Gutenberg is the codename for the new WordPress editor. It’s fast, flexible, and opens up a new world of possibilities for writing posts.

It’s currently beta software, which means it’s being tested by thousands of different people all over the world, from big news organisations, to small businesses, to professional and personal bloggers.

15.9 million active installations
16.3 million posts written*
116 thousand written yesterday*

 * The post statistics on this page are obtained from WordPress.com sites and sites running Jetpack — which report whether Gutenberg was used to author the post. The post statistics only include posts created since late August 2018. The actual number is higher.


A Few Statistics Of Note

The top nine blocks in usage across WordPress.com and sites running Jetpack are:

  1. Paragraph
  2. Image
  3. Heading
  4. List
  5. Gallery (generally tied with HTML)
  6. HTML (generally tied with Gallery)
  7. YouTube embed
  8. Quote
  9. Separator
Piechart showing the information on the top 8 Gutenberg blocks in relative order. Of interest is the fact that 60% of blocks are main body text but 20% of the page corresponds to image information (via the Image and Gallery blocks).

Of note is that web pages these days are, on the average, filled with images — via the Image block and the Gallery block — in a significant ratio of roughly 1 or more images per every three paragraph blocks.

The relative proportion of Gutenberg blocks indicates an attempt by the author to minimize the amount of writing they need to do by including:

  1. Lots of lists.
  2. Lots of header text.
  3. Lots of images and galleries.
  4. Lots of quotations (that don’t need to be written by themselves).
  5. Lots of separators to improve legibility.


◆ ACTIVITY ◆
Please find the lines in the following records that hold "diamond", and copy them.

Segment Start: DATA UNDER STUDY

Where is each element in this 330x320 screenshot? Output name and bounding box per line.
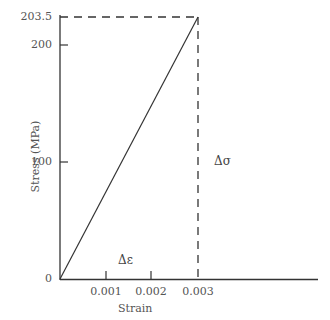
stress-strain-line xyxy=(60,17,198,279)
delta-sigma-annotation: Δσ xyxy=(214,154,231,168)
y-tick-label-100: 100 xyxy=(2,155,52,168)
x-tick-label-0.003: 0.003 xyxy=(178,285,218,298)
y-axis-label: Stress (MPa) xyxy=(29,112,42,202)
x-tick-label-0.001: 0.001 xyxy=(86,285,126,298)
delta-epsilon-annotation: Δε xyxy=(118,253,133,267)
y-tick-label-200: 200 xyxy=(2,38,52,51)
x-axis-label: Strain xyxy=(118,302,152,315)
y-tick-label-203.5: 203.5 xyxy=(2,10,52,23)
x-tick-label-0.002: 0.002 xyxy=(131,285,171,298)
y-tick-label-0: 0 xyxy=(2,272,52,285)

Segment End: DATA UNDER STUDY
Segment Start: DATA UNDER STUDY

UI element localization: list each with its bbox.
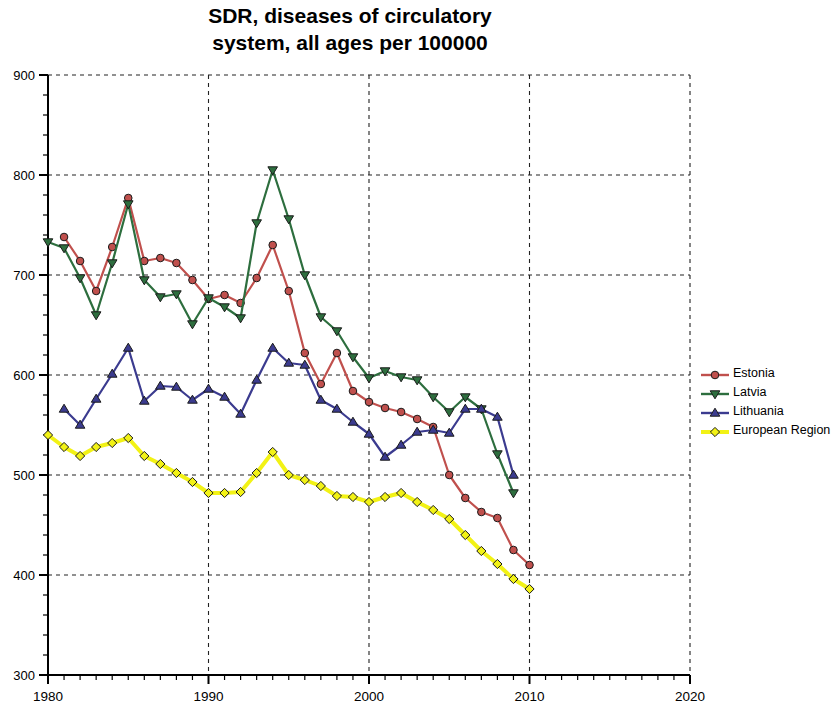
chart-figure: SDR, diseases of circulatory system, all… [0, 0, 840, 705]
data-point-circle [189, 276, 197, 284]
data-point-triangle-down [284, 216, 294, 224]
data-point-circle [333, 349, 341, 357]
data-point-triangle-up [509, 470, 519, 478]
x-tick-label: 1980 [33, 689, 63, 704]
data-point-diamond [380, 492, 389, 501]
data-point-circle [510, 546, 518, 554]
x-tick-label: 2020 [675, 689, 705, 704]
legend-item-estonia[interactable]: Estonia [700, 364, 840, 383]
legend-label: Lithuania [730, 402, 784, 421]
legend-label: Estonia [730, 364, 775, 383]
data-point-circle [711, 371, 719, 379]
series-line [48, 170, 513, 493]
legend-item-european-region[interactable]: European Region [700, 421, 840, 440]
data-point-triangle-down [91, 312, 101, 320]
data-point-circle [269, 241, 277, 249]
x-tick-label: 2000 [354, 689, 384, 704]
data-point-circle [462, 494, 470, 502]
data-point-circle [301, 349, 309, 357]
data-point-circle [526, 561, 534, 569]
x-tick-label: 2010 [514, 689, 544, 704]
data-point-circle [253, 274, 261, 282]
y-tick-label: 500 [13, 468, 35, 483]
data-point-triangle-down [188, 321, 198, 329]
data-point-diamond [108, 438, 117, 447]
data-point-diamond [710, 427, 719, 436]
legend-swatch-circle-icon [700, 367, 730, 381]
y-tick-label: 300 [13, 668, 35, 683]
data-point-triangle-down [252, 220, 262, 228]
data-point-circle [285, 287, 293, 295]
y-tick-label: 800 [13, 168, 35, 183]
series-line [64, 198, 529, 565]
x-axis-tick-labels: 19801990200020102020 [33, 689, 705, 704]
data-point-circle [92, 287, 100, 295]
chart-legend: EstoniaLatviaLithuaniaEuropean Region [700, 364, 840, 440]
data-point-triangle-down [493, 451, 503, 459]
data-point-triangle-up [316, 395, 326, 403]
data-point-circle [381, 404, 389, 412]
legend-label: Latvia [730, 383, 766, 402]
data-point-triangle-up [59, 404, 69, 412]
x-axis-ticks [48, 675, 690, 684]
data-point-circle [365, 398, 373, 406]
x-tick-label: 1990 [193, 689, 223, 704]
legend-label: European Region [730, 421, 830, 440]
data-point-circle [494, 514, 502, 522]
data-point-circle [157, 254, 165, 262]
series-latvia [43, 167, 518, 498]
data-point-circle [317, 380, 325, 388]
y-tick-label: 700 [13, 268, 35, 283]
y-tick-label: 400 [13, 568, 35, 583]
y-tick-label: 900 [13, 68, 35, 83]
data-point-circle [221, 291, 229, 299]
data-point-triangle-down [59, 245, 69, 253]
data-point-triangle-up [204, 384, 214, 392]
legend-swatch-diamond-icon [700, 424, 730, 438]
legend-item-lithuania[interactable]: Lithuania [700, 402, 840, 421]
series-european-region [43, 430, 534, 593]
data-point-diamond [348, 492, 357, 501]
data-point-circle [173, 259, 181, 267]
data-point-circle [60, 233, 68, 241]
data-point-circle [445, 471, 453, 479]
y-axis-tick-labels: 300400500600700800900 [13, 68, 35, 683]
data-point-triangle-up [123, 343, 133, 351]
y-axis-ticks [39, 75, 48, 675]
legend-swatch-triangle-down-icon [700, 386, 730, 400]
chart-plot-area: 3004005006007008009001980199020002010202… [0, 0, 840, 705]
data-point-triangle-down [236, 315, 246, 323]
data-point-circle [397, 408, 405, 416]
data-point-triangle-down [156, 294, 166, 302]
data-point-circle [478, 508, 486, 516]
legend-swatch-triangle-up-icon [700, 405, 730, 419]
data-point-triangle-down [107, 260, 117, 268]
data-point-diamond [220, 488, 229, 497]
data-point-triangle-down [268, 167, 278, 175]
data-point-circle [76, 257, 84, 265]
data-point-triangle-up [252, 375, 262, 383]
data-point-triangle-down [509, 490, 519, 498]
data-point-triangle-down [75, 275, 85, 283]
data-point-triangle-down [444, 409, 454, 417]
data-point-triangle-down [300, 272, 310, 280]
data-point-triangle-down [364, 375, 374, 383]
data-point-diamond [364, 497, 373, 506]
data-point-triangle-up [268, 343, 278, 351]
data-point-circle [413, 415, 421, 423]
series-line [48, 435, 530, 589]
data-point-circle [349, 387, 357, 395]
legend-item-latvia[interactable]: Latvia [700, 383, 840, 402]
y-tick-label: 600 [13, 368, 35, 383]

Segment End: DATA UNDER STUDY

◆ REPLY ◆
data-point-diamond [380, 492, 389, 501]
data-point-diamond [108, 438, 117, 447]
data-point-diamond [710, 427, 719, 436]
legend-swatch-diamond-icon [700, 424, 730, 438]
data-point-diamond [348, 492, 357, 501]
data-point-diamond [220, 488, 229, 497]
data-point-diamond [364, 497, 373, 506]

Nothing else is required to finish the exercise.